Baylor Libraries search for summer interns

Baylor Libraries is searching for five summer interns to work with special collections on-campus. Applications are due April 7. Photo credit: Dayday Wynn

By Amanda Hargett-Granato | Reporter

Continuing a tradition begun in 2010, Baylor Libraries will accept summer interns to work with the special collections housed on campus. The five internship positions are available to both graduate and undergraduate applicants from a variety of disciplines. The positions are paid, and applications are due by April 7.

Kathy Hillman, the director of the Keston Center for Religion, Politics and Society, has coordinated the internship program since its beginning. Hillman said the summer internship program gives students opportunities they would otherwise not get in work-study jobs at the libraries.

“It’s one of those win-win kind of situations,” Hillman said. “The libraries get wonderful interns, and the students get invaluable experience.”

Internship roles are dependent upon the special collection the intern is assigned to, but interns can be tasked with anything from processing, transcribing and digitizing documents to planning and setting up exhibits for the library for the Sue Margaret Hughes Endowed Internship. The internship positions, Hillman said, will help prepare students for the future regardless of their field of study.

“These internships are very competitive, so future employers know that the position was earned and that we demanded a very high standard,” Hillman said.

In addition to the internship program, the libraries are also continuing their summer teaching fellowships. Library teaching fellows will spend one week during the summer paired with a librarian at one of the special collections to develop a curriculum that employs the collection’s materials.

The fellowships are open to faculty and graduate students who are teachers of record, and applications for the fellowship program are due April 7. Jennifer Borderud, interim director of Armstrong Browning Library, said she hopes the fellowship program encourages students and faculty to spend more time engaging with the rare artifacts housed at Baylor.

“The libraries have these great special collections with materials that are underutilized,” Borderud said. “Part of the program was to remind people that we have these great resources here that are available to them and that we want students in here utilizing these materials.”

Although each library has a focus, Borderud said applicants of any field are welcome. During the first year of the program, computer science professor Dr. Matthew Fendt’s fellowship at the Armstrong Browning Library resulted in two students developing a video game based on the love story of Elizabeth Barrett and Robert Browning. Borderud said she enjoys seeing applicants from a wide variety of fields and hopes the program gives professors the opportunity to find new ways to approach their subjects.

“I think by having faculty and graduate teaching assistants develop assignments that utilize the materials in these different special collections on campus and then having the students come as a class, that’s an easier way for them to approach these kinds of materials for the first time,” Borderud said.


__REQUIRED WORK__: Exact copies of all entries are needed. Pictures are to be left out.

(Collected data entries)
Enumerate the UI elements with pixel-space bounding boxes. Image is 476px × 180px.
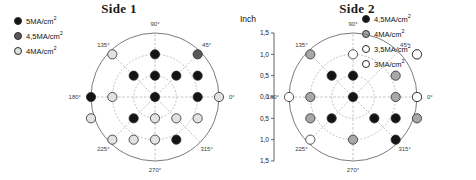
data-point-side-1	[108, 92, 117, 101]
legend-item-label: 4,5MA/cm2	[26, 31, 63, 40]
legend-swatch-icon	[14, 17, 22, 25]
data-point-side-2	[412, 114, 421, 123]
page-title-side-2: Side 2	[238, 1, 476, 17]
data-point-side-1	[86, 114, 95, 123]
data-point-side-2	[348, 50, 357, 59]
data-point-side-1	[172, 135, 181, 144]
data-point-side-1	[172, 71, 181, 80]
angle-tick-label: 90°	[150, 21, 160, 27]
data-point-side-2	[306, 92, 315, 101]
angle-tick-label: 0°	[229, 94, 235, 100]
data-point-side-1	[150, 50, 159, 59]
data-point-side-2	[306, 50, 315, 59]
data-point-side-1	[193, 50, 202, 59]
y-axis-tick-label: 0,5	[260, 72, 269, 79]
data-point-side-1	[108, 50, 117, 59]
legend-swatch-icon	[362, 15, 370, 23]
legend-item-label: 4,5MA/cm2	[374, 14, 411, 23]
data-point-side-1	[150, 71, 159, 80]
angle-tick-label: 270°	[347, 167, 360, 173]
legend-item: 4MA/cm2	[14, 44, 63, 57]
figure-container: Side 1 5MA/cm2 4,5MA/cm2 4MA/cm2 0°45°90…	[0, 0, 476, 180]
data-point-side-2	[412, 92, 421, 101]
legend-swatch-icon	[14, 47, 22, 55]
legend-item: 4,5MA/cm2	[362, 12, 411, 25]
angle-tick-label: 225°	[97, 146, 110, 152]
angle-tick-label: 315°	[200, 146, 213, 152]
data-point-side-1	[150, 114, 159, 123]
data-point-side-1	[172, 114, 181, 123]
data-point-side-2	[327, 71, 336, 80]
data-point-side-2	[391, 114, 400, 123]
polar-plot-side-1: 0°45°90°135°180°225°270°315°	[84, 26, 226, 168]
angle-tick-label: 270°	[149, 167, 162, 173]
data-point-side-1	[193, 114, 202, 123]
legend-item-label: 4MA/cm2	[26, 46, 57, 55]
data-point-side-1	[150, 135, 159, 144]
data-point-side-1	[193, 92, 202, 101]
angle-tick-label: 45°	[202, 42, 212, 48]
angle-tick-label: 225°	[295, 146, 308, 152]
data-point-side-2	[348, 135, 357, 144]
angle-tick-label: 315°	[398, 146, 411, 152]
legend-item: 5MA/cm2	[14, 14, 63, 27]
data-point-side-2	[348, 71, 357, 80]
data-point-side-2	[391, 71, 400, 80]
data-point-side-2	[370, 114, 379, 123]
data-point-side-2	[391, 92, 400, 101]
angle-tick-label: 180°	[267, 94, 280, 100]
angle-tick-label: 180°	[69, 94, 82, 100]
legend-swatch-icon	[14, 32, 22, 40]
data-point-side-2	[306, 114, 315, 123]
data-point-side-2	[284, 92, 293, 101]
angle-tick-label: 0°	[427, 94, 433, 100]
legend-item: 4,5MA/cm2	[14, 29, 63, 42]
angle-tick-label: 135°	[97, 42, 110, 48]
data-point-side-1	[86, 92, 95, 101]
data-point-side-1	[108, 135, 117, 144]
legend-side-1: 5MA/cm2 4,5MA/cm2 4MA/cm2	[14, 14, 63, 59]
y-axis-tick-label: 1,0	[260, 136, 269, 143]
data-point-side-2	[348, 92, 357, 101]
y-axis-tick-label: 1,0	[260, 51, 269, 58]
data-point-side-1	[193, 71, 202, 80]
angle-tick-label: 45°	[400, 42, 410, 48]
angle-tick-label: 135°	[295, 42, 308, 48]
angle-tick-label: 90°	[348, 21, 358, 27]
y-axis-tick-label: 1,5	[260, 157, 269, 164]
data-point-side-1	[129, 114, 138, 123]
data-point-side-2	[327, 114, 336, 123]
panel-side-1: Side 1 5MA/cm2 4,5MA/cm2 4MA/cm2 0°45°90…	[0, 0, 238, 180]
polar-plot-side-2: 0°45°90°135°180°225°270°315°	[282, 26, 424, 168]
data-point-side-2	[412, 50, 421, 59]
data-point-side-1	[150, 92, 159, 101]
axis-unit-label: Inch	[240, 14, 256, 24]
data-point-side-2	[306, 135, 315, 144]
data-point-side-1	[129, 135, 138, 144]
legend-item-label: 5MA/cm2	[26, 16, 57, 25]
data-point-side-2	[391, 135, 400, 144]
data-point-side-1	[129, 71, 138, 80]
y-axis-tick-label: 1,5	[260, 29, 269, 36]
y-axis-tick-label: 0,5	[260, 115, 269, 122]
data-point-side-1	[214, 92, 223, 101]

__WRITTEN ANSWER__:
Enumerate the UI elements with pixel-space bounding boxes. Image is 476px × 180px.
data-point-side-1	[108, 92, 117, 101]
legend-item-label: 4,5MA/cm2	[26, 31, 63, 40]
legend-swatch-icon	[14, 17, 22, 25]
data-point-side-2	[412, 114, 421, 123]
page-title-side-2: Side 2	[238, 1, 476, 17]
data-point-side-1	[86, 114, 95, 123]
data-point-side-2	[348, 50, 357, 59]
data-point-side-1	[172, 135, 181, 144]
data-point-side-1	[172, 71, 181, 80]
angle-tick-label: 90°	[150, 21, 160, 27]
data-point-side-2	[306, 92, 315, 101]
angle-tick-label: 0°	[229, 94, 235, 100]
data-point-side-1	[150, 50, 159, 59]
data-point-side-2	[306, 50, 315, 59]
data-point-side-1	[193, 50, 202, 59]
y-axis-tick-label: 0,5	[260, 72, 269, 79]
data-point-side-1	[108, 50, 117, 59]
legend-swatch-icon	[362, 15, 370, 23]
legend-item-label: 4,5MA/cm2	[374, 14, 411, 23]
data-point-side-1	[150, 71, 159, 80]
angle-tick-label: 270°	[347, 167, 360, 173]
legend-item: 4MA/cm2	[14, 44, 63, 57]
figure-container: Side 1 5MA/cm2 4,5MA/cm2 4MA/cm2 0°45°90…	[0, 0, 476, 180]
data-point-side-2	[412, 92, 421, 101]
legend-swatch-icon	[14, 47, 22, 55]
legend-item: 4,5MA/cm2	[362, 12, 411, 25]
angle-tick-label: 225°	[97, 146, 110, 152]
angle-tick-label: 315°	[200, 146, 213, 152]
data-point-side-1	[150, 114, 159, 123]
data-point-side-1	[172, 114, 181, 123]
data-point-side-2	[327, 71, 336, 80]
data-point-side-2	[391, 114, 400, 123]
polar-plot-side-1: 0°45°90°135°180°225°270°315°	[84, 26, 226, 168]
angle-tick-label: 270°	[149, 167, 162, 173]
data-point-side-1	[193, 114, 202, 123]
legend-item-label: 4MA/cm2	[26, 46, 57, 55]
data-point-side-1	[150, 135, 159, 144]
data-point-side-1	[193, 92, 202, 101]
angle-tick-label: 45°	[202, 42, 212, 48]
angle-tick-label: 225°	[295, 146, 308, 152]
data-point-side-2	[348, 135, 357, 144]
angle-tick-label: 315°	[398, 146, 411, 152]
legend-item: 5MA/cm2	[14, 14, 63, 27]
data-point-side-2	[348, 71, 357, 80]
data-point-side-2	[391, 71, 400, 80]
data-point-side-2	[370, 114, 379, 123]
data-point-side-2	[391, 92, 400, 101]
angle-tick-label: 180°	[267, 94, 280, 100]
angle-tick-label: 180°	[69, 94, 82, 100]
legend-swatch-icon	[14, 32, 22, 40]
data-point-side-2	[306, 114, 315, 123]
data-point-side-2	[284, 92, 293, 101]
angle-tick-label: 0°	[427, 94, 433, 100]
legend-item: 4,5MA/cm2	[14, 29, 63, 42]
angle-tick-label: 135°	[97, 42, 110, 48]
data-point-side-1	[86, 92, 95, 101]
data-point-side-1	[108, 135, 117, 144]
legend-side-1: 5MA/cm2 4,5MA/cm2 4MA/cm2	[14, 14, 63, 59]
y-axis-tick-label: 1,0	[260, 136, 269, 143]
data-point-side-2	[348, 92, 357, 101]
y-axis-tick-label: 1,0	[260, 51, 269, 58]
data-point-side-1	[193, 71, 202, 80]
angle-tick-label: 45°	[400, 42, 410, 48]
angle-tick-label: 135°	[295, 42, 308, 48]
angle-tick-label: 90°	[348, 21, 358, 27]
y-axis-tick-label: 1,5	[260, 157, 269, 164]
data-point-side-1	[129, 114, 138, 123]
data-point-side-2	[327, 114, 336, 123]
panel-side-1: Side 1 5MA/cm2 4,5MA/cm2 4MA/cm2 0°45°90…	[0, 0, 238, 180]
polar-plot-side-2: 0°45°90°135°180°225°270°315°	[282, 26, 424, 168]
data-point-side-2	[412, 50, 421, 59]
data-point-side-1	[150, 92, 159, 101]
axis-unit-label: Inch	[240, 14, 256, 24]
data-point-side-2	[306, 135, 315, 144]
data-point-side-1	[129, 135, 138, 144]
legend-item-label: 5MA/cm2	[26, 16, 57, 25]
data-point-side-2	[391, 135, 400, 144]
data-point-side-1	[129, 71, 138, 80]
y-axis-tick-label: 1,5	[260, 29, 269, 36]
y-axis-tick-label: 0,5	[260, 115, 269, 122]
data-point-side-1	[214, 92, 223, 101]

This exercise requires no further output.